Friday, December 30, 2016

Adventure Comics #43

I don't have access to anything from this issue but the Sandman story. So here's to a short post!

The Sandman is vacationing in the South Seas. Granted, when you're a billionaire you probably can just hop in a plane and do stuff like that, but it seems an unusual player choice for a character supposedly motivated to stopping urban crime in the States. In fact, it strikes me as a scenario where the player didn't get to choose, but had an introduction prepared by the Editor that sets up the scenario.

Wesley, interestingly, keeps an ordinary gun in his plane for protection. Which would make sense if he was looking to conceal his secret identity, but he also has his mask and some gas bombs in the plane, so...

Wesley doesn't seem to have any regrets over the two natives he shoots and presumedly kills in this story. He gets involved when he sees a house with 14 white people in it surrounded by 200 hostile natives. On the plus side, he doesn't go in with guns blazing and kills more natives. Instead, he drops flares and gas bombs from his plane to confuse the natives and shake their morale. Which makes sense and is good tactics...but with this kind of story, you just know he has to land afterwards and try to pass himself off as a god to the superstitiously naive natives.
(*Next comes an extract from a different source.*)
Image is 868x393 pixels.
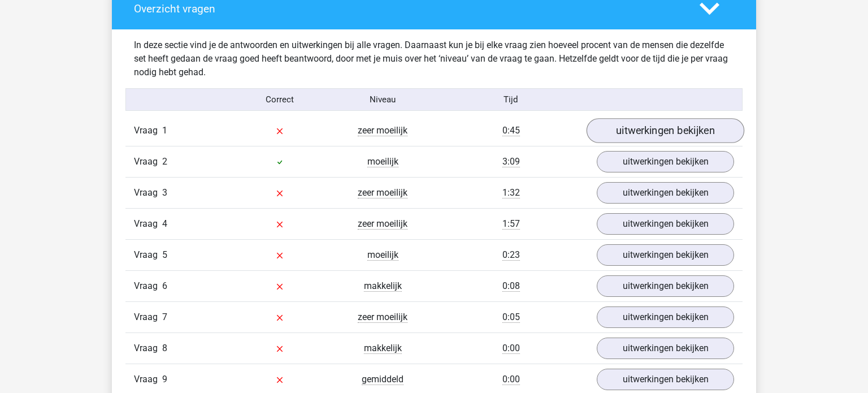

I suppose you could attach game mechanics to this with encounter reaction rolls...or maybe this is tied to their morale failure. "Sure, sure, we'll say you're a god -- just stop dropping flares and gas bombs on us!"

A girl Wesley rescues in this story -- the plot hook character who leads him to the besieged house -- is named Australia. I can't help but wonder if there is some implied geopolitical allegory to this story, but I'm too ignorant of Australian history to know.